In a day which included:  calling my boys in California, rounding on my service, seeing a missionary baby and connecting the family with specialist care, getting another missionary kid discharged post-surgery, being called to the delivery of a 25-week baby whose fused eyes and transparent skin made her look even younger, and deciding to stop the resuscitation because she was not viable (weighty and sad), waiting for ANOTHER 25 week baby who is still not born, running up to RVA to applaud Acacia's induction into the National Honor Society (!),  
 evaluating admissions, going to an early staff prayer meeting and a lunch-time Moms prayer meeting and having an evening WHM conference call and just generally surviving  . . . This little pocket of efficiency was very encouraging.

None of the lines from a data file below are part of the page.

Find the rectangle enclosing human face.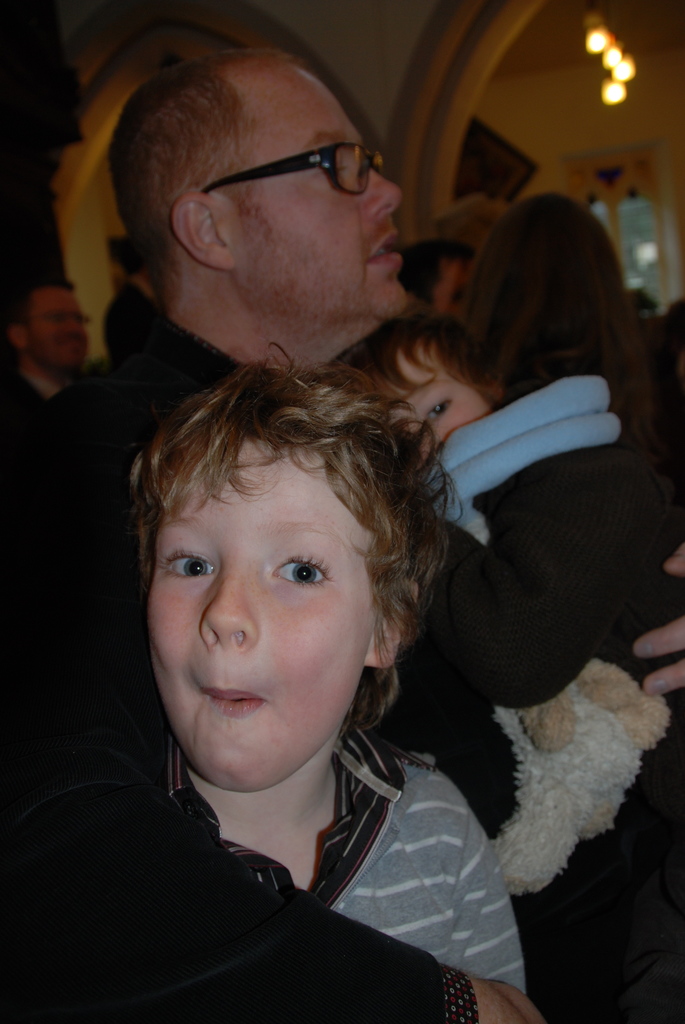
{"x1": 146, "y1": 436, "x2": 375, "y2": 791}.
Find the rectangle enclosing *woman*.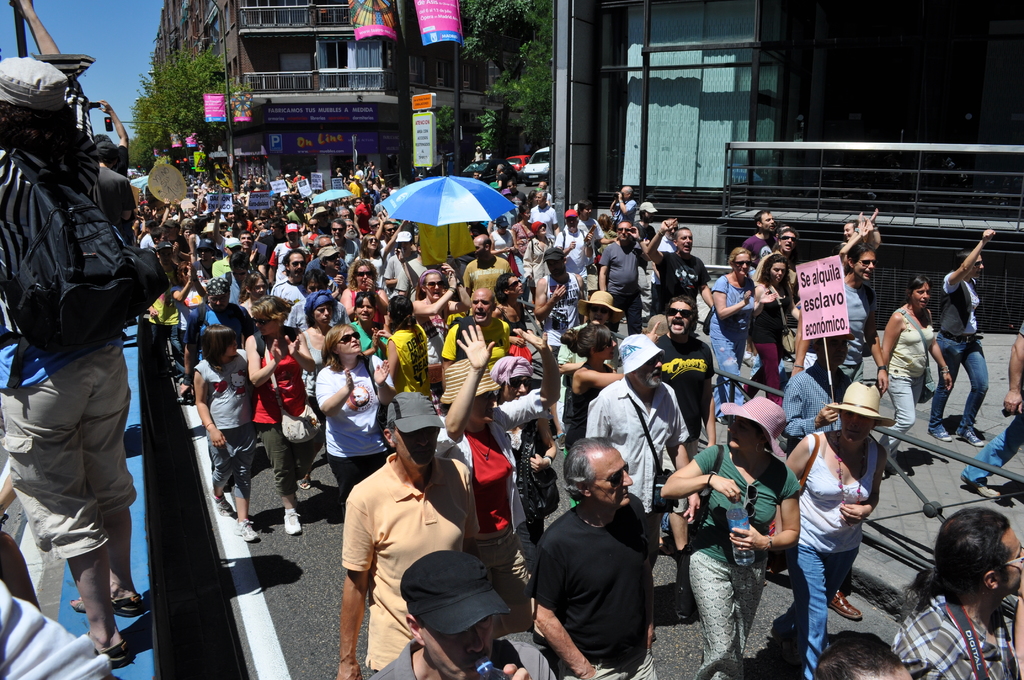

And the other happy moment:  About 4 pm I was comforting the mom of the too-early-to-survive preemie and got an emergency call to ICU.  Patrick, the 11 year old with Guillan-Barre induced paralysis, had extubated.  Since he's pretty inactive it couldn't be blamed on him, but somehow in the process of suctioning and turning him the tube was gone.  I had seen in the morning that he was moving his legs a bit as he tried to talk around the tube to me.  So as I ran up I thought we would give him a chance to see if he could breathe.  It had been a week on the ventilator.  I had expected longer before he began to improve, but so many were praying, maybe he would be OK.  I examined him and talked to others and asked him if he felt he could try to breathe, and he nodded.  Then he was trying to talk and we all leaned in to hear what he was saying.  "Jennifer".  He was talking to me.  I guess he had read my nametag and heard me introduce myself.  You have to realize most of my patients are less than a year old and don't speak English.  Having an 11 year old say my name as the first words out of his mouth in the ICU was sort of sweet and sort of chilling.  It is now 10:30 pm and he's holding his own for now.

A cheap quick xray with no fracture and an unexpected turn for the better.  Against a background of struggle, two bright spots (plus Acacia and friends to pray with) for today.